7) Invest in your employees’ development

Investing in an employee’s development at work speaks volumes. It says you value their contributions enough to put time or money (or both) behind their continued development and success. It says you’re committed to their growth. And it says you’re looking at the long-term, the big picture, not just what that employee can do for you over the next three to six months.

Think about what’s next in your own career development. Maybe it’s an MBA or executive MBA, or some other advanced credential. What would it mean to you if your boss was willing to foot the bill? Would it make you more or less engaged?

The answer’s the same for your people.

8) Increase leadership interaction and visibility

Remote employees need to see and hear from the big boss. In the old days, this might happen via unscheduled walkthroughs, dropping in on divisional meetings, and the like. These days it takes a little more creativity.

Yes, leadership can still drop in on a virtual meeting. But the effect probably isn’t quite the same.

Newer tools, including asynchronous communication tools, give leadership new ways to interact and stay visible.

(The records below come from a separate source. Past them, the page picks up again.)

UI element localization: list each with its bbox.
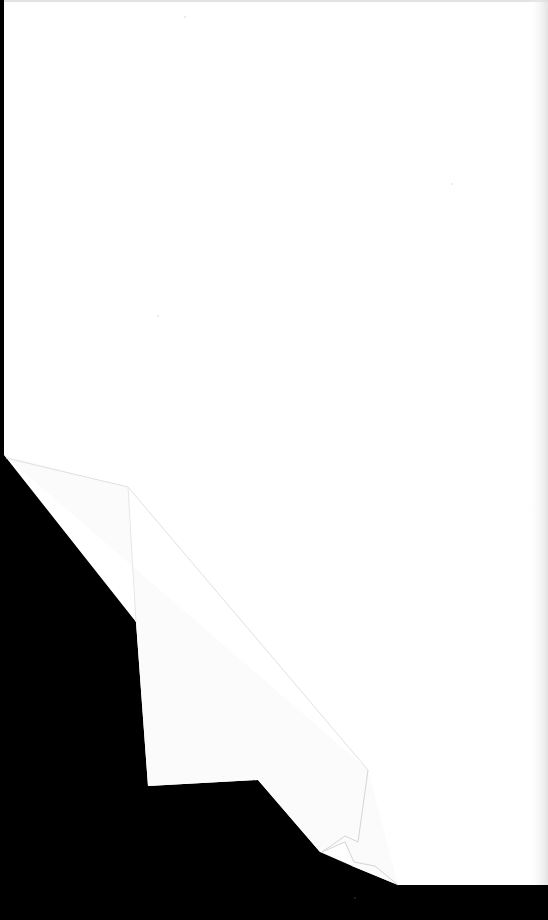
scan-speck [157, 315, 159, 317]
scan-speck [184, 16, 186, 18]
scanned-page-canvas: blank-scanned-page [0, 0, 548, 920]
scan-speck [354, 897, 356, 899]
right-edge-shadow [528, 0, 548, 885]
left-scanner-border [0, 0, 4, 460]
page-illustration [0, 0, 548, 920]
top-edge-shadow [4, 0, 548, 2]
scan-speck [451, 183, 453, 185]
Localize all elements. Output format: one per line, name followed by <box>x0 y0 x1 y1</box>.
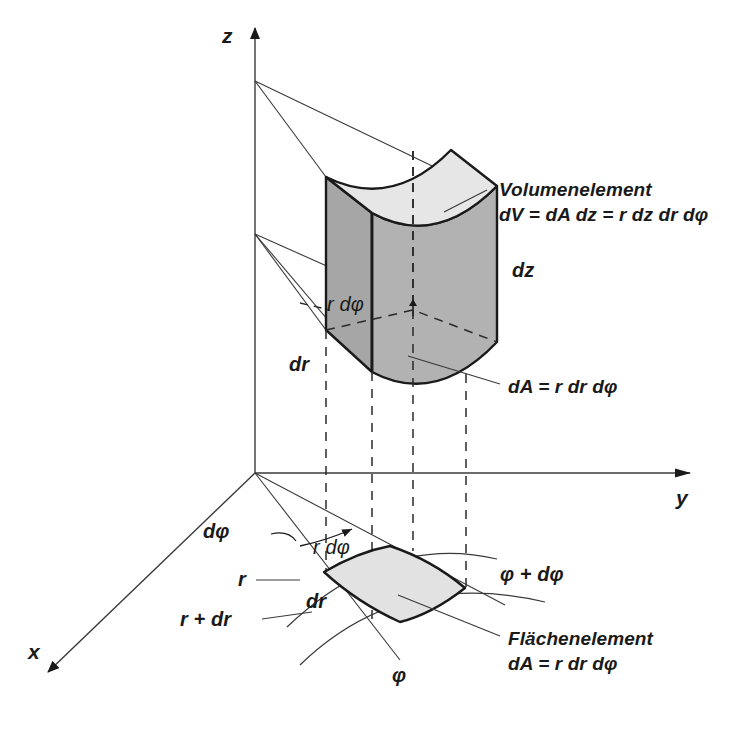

Quick, casual company-wide videos and podcasts are low-cost and low-complexity options that don’t take much technical backend support. And a social intranet like Workvivo can accomplish this kind of visibility via posts to the social feed and company-wide updates.

9) Keep an eye on data and analytics

A lot has been said about measuring productivity among remote employees, but measuring engagement is perhaps just as important.

Here again, the old ways of doing things gave us a sense of security (though perhaps a false one): department leaders could walk around and assess whether employees were engaged, on track, and productive.

Today we must rely on data, metrics, and analytics in addition to more qualitative observations using emotional intelligence.

Not sure how exactly to measure employee engagement data? Workvivo has the measuring tools you need, like measuring the reach and engagement levels of content posted to the social intranet. Workvivo also equips you with powerful surveying and polling tools.

10) Provide the right technology and tools for success

Perhaps most important is equipping your employees with the technology and tools they need to work effectively in a remote or hybrid environment.

Early in the pandemic, the suddenly remote workforce got by however they could. There weren’t enough webcams or headsets to go around, let alone functioning private home offices. We all did the best we could to overcome those hurdles and get work done.

But the newness and shock of it all is long past. If employees are still hobbled with insufficient hardware at this point, it’s communicating something specific to them: their employer does not value them enough to support them.

That’s an instant one-way pass to disengaged status.

So make sure your remote and hybrid employees are equipped with the necessary technology. And don’t stop there – your remote employees also need the right digital tools for successful, efficient remote work.

Along with a modern social intranet, your team needs a handful of tools, including task management tools (like Asana, ClickUp, or Monday) and team communication tools (like Zoom, Slack, or Microsoft Teams). 

With better tools for project management, synchronous collaboration, asynchronous communication, and social intranet, your team will be better equipped to navigate and succeed in the world of remote work – especially when they can access each one from a central hub with third-party integrations, like Workvivo.

Amplify employee engagement with Workvivo

These ten tips and best practices can help businesses like yours get your remote employees engaged and keep them there. But above it all, you need an amplifier – a tool that amplifies all the rest of your engagement efforts.

Workvivo is that tool. With a social newsfeed approach to employee news, and project milestones, you’re gaining an intranet people are actually motivated to use. And that social intranet will create a sort of feedback loop, growing and amplifying engagement throughout your organization. Ready to supercharge employee engagement with a modern social intranet? Request your Workvivo demo today.